Yes, there is a pandemic silver lining
Many Americans are doing better financially
For months, Americans have barely dined at restaurants or traveled for vacation. There have been no ballgames or concerts to attend. Gym and other memberships mostly remain frozen.
Forced into lockdown mode by the coronavirus, people put big purchases on hold and scaled back their spending. Around the same time, mortgage lenders, student loan collectors and other creditors offered struggling borrowers a break on payments. And stimulus checks from the government arrived.
These trends have come together to form an unlikely silver lining to the economic recession, which set in eight months ago: Despite the pandemic’s economic devastation, which has tipped millions of people into unemployment, many American households are in relatively good shape. Since April, consumer savings have increased, credit scores have surged to a record high and household debt has dropped.

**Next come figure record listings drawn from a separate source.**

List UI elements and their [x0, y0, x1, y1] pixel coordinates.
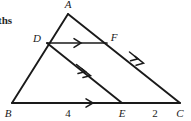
geometry-figure: ths A B C D E F — [0, 0, 191, 121]
measure-label-BE: 4 — [65, 107, 71, 119]
vertex-label-D: D — [32, 32, 41, 44]
parallel-mark-fc-double — [130, 52, 144, 65]
geometry-canvas: A B C D E F 4 2 — [0, 0, 191, 121]
vertex-label-F: F — [110, 31, 118, 43]
side-AB — [12, 14, 68, 103]
measure-label-EC: 2 — [152, 107, 158, 119]
vertex-label-E: E — [118, 107, 126, 119]
vertex-label-C: C — [176, 107, 184, 119]
segment-DE — [47, 43, 122, 103]
vertex-label-A: A — [64, 0, 72, 10]
side-AC — [68, 14, 180, 103]
parallel-mark-de-double — [77, 65, 91, 78]
vertex-label-B: B — [5, 107, 12, 119]
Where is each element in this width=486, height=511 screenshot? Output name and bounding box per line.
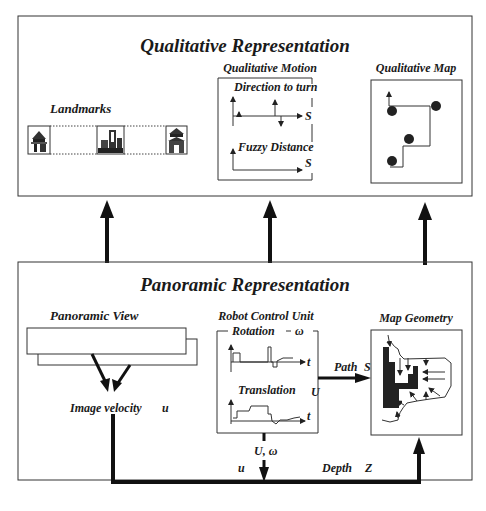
qualitative-representation-panel: Qualitative Representation Landmarks — [18, 16, 472, 196]
translation-label: Translation — [238, 383, 296, 397]
robot-control-unit-group: Robot Control Unit Rotation ω t Translat… — [217, 309, 321, 482]
path-arrow-group: Path S — [318, 360, 371, 383]
rotation-symbol: ω — [295, 324, 304, 338]
translation-axis-t: t — [307, 409, 311, 423]
panoramic-view-group: Panoramic View Image velocity u — [27, 308, 197, 415]
flow-u-label: u — [238, 461, 245, 475]
robot-control-unit-title: Robot Control Unit — [217, 309, 314, 323]
rotation-axis-t: t — [307, 355, 311, 369]
qualitative-map-route — [389, 92, 430, 167]
qualitative-map-group: Qualitative Map — [371, 61, 462, 183]
fuzzy-distance-label: Fuzzy Distance — [237, 140, 314, 154]
robot-control-frame — [217, 331, 318, 433]
translation-symbol: U — [311, 385, 321, 399]
path-label: Path — [334, 360, 358, 374]
qualitative-motion-title: Qualitative Motion — [223, 61, 317, 75]
qualitative-map-frame — [371, 80, 462, 183]
direction-to-turn-label: Direction to turn — [233, 80, 318, 94]
map-node — [387, 106, 397, 116]
architecture-diagram: Qualitative Representation Landmarks — [0, 0, 486, 511]
depth-symbol: Z — [364, 461, 373, 475]
map-node — [404, 134, 414, 144]
landmarks-label: Landmarks — [49, 101, 111, 116]
depth-arrowhead — [413, 437, 425, 454]
path-arrowhead — [355, 373, 371, 383]
map-geometry-group: Map Geometry — [371, 311, 462, 435]
depth-label: Depth — [321, 461, 352, 475]
panoramic-strip-front — [27, 328, 186, 354]
rotation-signal — [233, 347, 293, 367]
rotation-label: Rotation — [231, 324, 275, 338]
image-velocity-label: Image velocity — [69, 401, 142, 415]
upward-arrows — [100, 200, 432, 265]
landmarks-group: Landmarks — [28, 101, 187, 154]
map-node — [431, 101, 441, 111]
direction-axis-s: S — [305, 109, 312, 123]
panoramic-view-label: Panoramic View — [50, 308, 139, 323]
qualitative-panel-title: Qualitative Representation — [140, 35, 350, 56]
map-node — [387, 156, 397, 166]
city-buildings-landmark-icon — [97, 126, 124, 154]
map-geometry-title: Map Geometry — [378, 311, 453, 325]
panoramic-representation-panel: Panoramic Representation Panoramic View … — [18, 262, 472, 484]
distance-axis-s: S — [305, 156, 312, 170]
temple-landmark-icon — [166, 126, 187, 154]
image-velocity-symbol: u — [162, 401, 169, 415]
qualitative-map-title: Qualitative Map — [376, 61, 456, 75]
pagoda-landmark-icon — [28, 126, 50, 154]
panoramic-panel-title: Panoramic Representation — [139, 274, 350, 295]
control-output-label: U, ω — [254, 444, 278, 458]
path-symbol: S — [364, 360, 371, 374]
qualitative-motion-group: Qualitative Motion Direction to turn S F… — [218, 61, 318, 180]
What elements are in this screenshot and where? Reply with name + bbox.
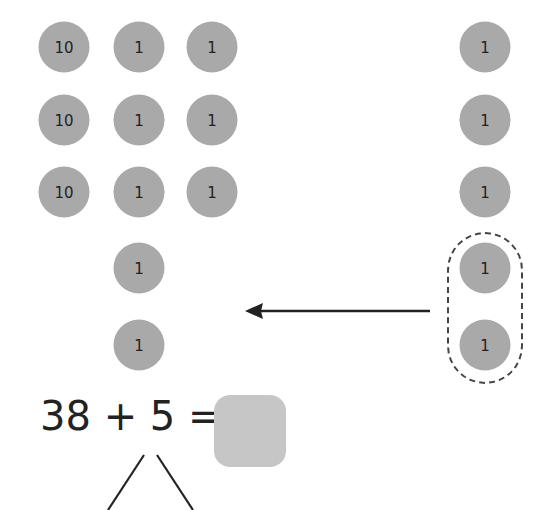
arrow-left-icon	[245, 303, 430, 319]
one-counter: 1	[114, 22, 165, 73]
one-counter: 1	[460, 320, 511, 371]
one-counter: 1	[460, 167, 511, 218]
bond-line-left	[108, 455, 144, 510]
addend-2: 5	[150, 393, 175, 439]
one-counter: 1	[460, 95, 511, 146]
ten-counter: 10	[39, 22, 90, 73]
bond-line-right	[157, 455, 193, 510]
plus-sign: +	[104, 393, 138, 439]
ten-counter: 10	[39, 95, 90, 146]
equation: 38 + 5 =	[40, 393, 222, 439]
one-counter: 1	[114, 167, 165, 218]
one-counter: 1	[460, 243, 511, 294]
addend-1: 38	[40, 393, 91, 439]
one-counter: 1	[187, 95, 238, 146]
one-counter: 1	[114, 243, 165, 294]
one-counter: 1	[187, 22, 238, 73]
one-counter: 1	[460, 22, 511, 73]
one-counter: 1	[187, 167, 238, 218]
one-counter: 1	[114, 95, 165, 146]
ten-counter: 10	[39, 167, 90, 218]
answer-box[interactable]	[214, 395, 286, 467]
one-counter: 1	[114, 320, 165, 371]
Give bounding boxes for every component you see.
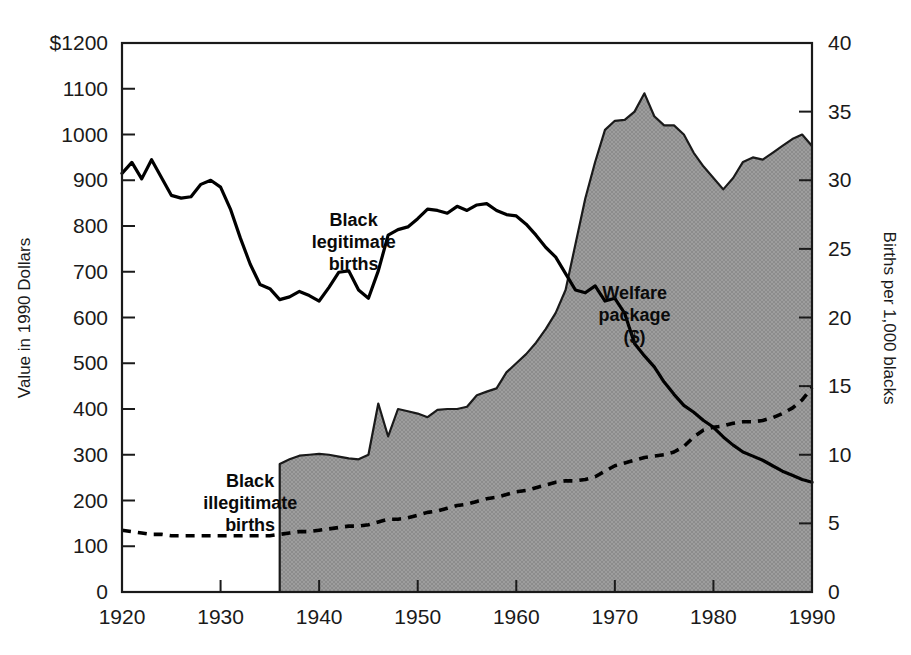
annotation-line: ($) xyxy=(624,327,646,347)
y2-tick-label: 40 xyxy=(828,31,851,54)
x-tick-label: 1920 xyxy=(99,605,146,628)
y2-tick-label: 5 xyxy=(828,511,840,534)
x-tick-label: 1930 xyxy=(197,605,244,628)
chart-svg: 010020030040050060070080090010001100$120… xyxy=(0,0,911,655)
y-tick-label: 500 xyxy=(73,351,108,374)
y-tick-label: 800 xyxy=(73,214,108,237)
x-tick-label: 1990 xyxy=(789,605,836,628)
svg-text:Value in 1990 Dollars: Value in 1990 Dollars xyxy=(15,238,34,398)
y-tick-label: 100 xyxy=(73,534,108,557)
x-tick-label: 1970 xyxy=(591,605,638,628)
y-tick-label: 0 xyxy=(96,580,108,603)
y2-tick-label: 20 xyxy=(828,306,851,329)
annotation-line: legitimate xyxy=(312,232,396,252)
y-tick-label: 400 xyxy=(73,397,108,420)
y2-tick-label: 25 xyxy=(828,237,851,260)
y-tick-label: 200 xyxy=(73,489,108,512)
x-tick-label: 1940 xyxy=(296,605,343,628)
x-tick-label: 1980 xyxy=(690,605,737,628)
y-tick-label: $1200 xyxy=(50,31,108,54)
annotation-line: Black xyxy=(226,471,275,491)
svg-text:Births per 1,000 blacks: Births per 1,000 blacks xyxy=(880,232,899,405)
y-tick-label: 700 xyxy=(73,260,108,283)
y-tick-label: 1000 xyxy=(61,123,108,146)
x-tick-label: 1950 xyxy=(394,605,441,628)
y-tick-label: 300 xyxy=(73,443,108,466)
y-tick-label: 900 xyxy=(73,168,108,191)
y2-tick-label: 30 xyxy=(828,168,851,191)
y-tick-label: 600 xyxy=(73,306,108,329)
annotation-line: Welfare xyxy=(602,283,667,303)
annotation-line: package xyxy=(599,305,671,325)
y-axis-right-title: Births per 1,000 blacks xyxy=(880,232,899,405)
annotation-line: Black xyxy=(330,210,379,230)
annotation-line: births xyxy=(329,254,379,274)
y2-tick-label: 0 xyxy=(828,580,840,603)
y2-tick-label: 10 xyxy=(828,443,851,466)
y-tick-label: 1100 xyxy=(63,77,108,100)
y2-tick-label: 15 xyxy=(828,374,851,397)
annotation-line: illegitimate xyxy=(203,493,297,513)
x-tick-label: 1960 xyxy=(493,605,540,628)
chart-container: 010020030040050060070080090010001100$120… xyxy=(0,0,911,655)
y-axis-left-title: Value in 1990 Dollars xyxy=(15,238,34,398)
annotation-line: births xyxy=(225,515,275,535)
y2-tick-label: 35 xyxy=(828,100,851,123)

The billions of dollars that banks set aside at the start of the crisis to cover anticipated losses on loans to customers have been largely untouched. And lending at pawnshops and payday lenders, where business tends to boom during downturns, has been unexpectedly slow.
‘‘Everything was upside down,’’ said John Hecht, an analyst at the investment bank Jefferies. Usually, in times of distress and unemployment, more people find themselves with deteriorating credit and are forced to seek high-interest, or subprime, loans, Hecht said, but not this year.
The pain might still be coming. Banks
and other consumer lenders are bracing for financial stress next year, as millions of people remain out of work and the labor market’s rebound shows signs of stalling. A third surge of coronavirus cases has taken hold in the United States, and lawmakers in Washington are mired in fights about the terms of additional stimulus.
The number of people in America living in poverty has grown by eight million since May – though their financial woes often aren’t captured by credit and loan data because they’re out of the financial mainstream. And longer-term consequences like wage stagnation, reduced entrepreneurship and the accumulated cost of interest-bearing debt could linger for decades.
But for now, households are weathering the turmoil largely because of the unusual nature of the downturn. The pandemic ended America’s longest economic expansion on record, meaning that people came into this recession in better shape than they were in when the Great Recession took root in 2008.
This time, too, the government’s rapid aid efforts blunted a bigger crisis. Expanded unemployment benefits, $1,200 stimulus payments and aid to small businesses had an immediate impact this past spring. Those who lost their jobs used the money to keep up with rent and other bills. Others used it to pay down debts, or socked it away in savings.
‘‘The quick, coordinated response of government stimulus and lender relief was unprecedented, and had a huge influence,’’ said Ethan Dornhelm, FICO’S vice president of scores and predictive analytics.
Since he lost his job as a toy designer in March, Daniel Brennan has been holding things together through a combination of aid money and loan relief programs. A six-month forbearance on federal student loan collections reduced his monthly expenses by $280.
Brennan, who is separated and had moved into his own apartment shortly before the pandemic took root, gave up that apartment and returned to the house he owns in Willow Grove, Pennsylvania., with his soon-to-be ex. Their mortgage lender, Wells Fargo, let them defer their payments until at least the end of the year. Because interest still accrues, that will increase the total amount they owe over the life of the loan. That break, though, has given Brennan enough cash flow to stay current on his car loan and credit card bills and buy essentials like groceries and gas.
Even as the swell in household liquidity provided by the government’s relief efforts starts to ebb and spending picks up again, creditors remain optimistic about consumers’ ability to keep up with their bills. The personal savings rate soared this spring, peaking in April, when Americans stockpiled $6.4 trillion — about a third of their disposable income. It has declined since, but stayed far higher than it was a year ago, according to the latest government data.
Credit card spending nose-dived, thanks in part to the reduced temptations of a locked-down economy.
The average American credit score has also steadily increased this year, reaching a record 711 in July, according to FICO.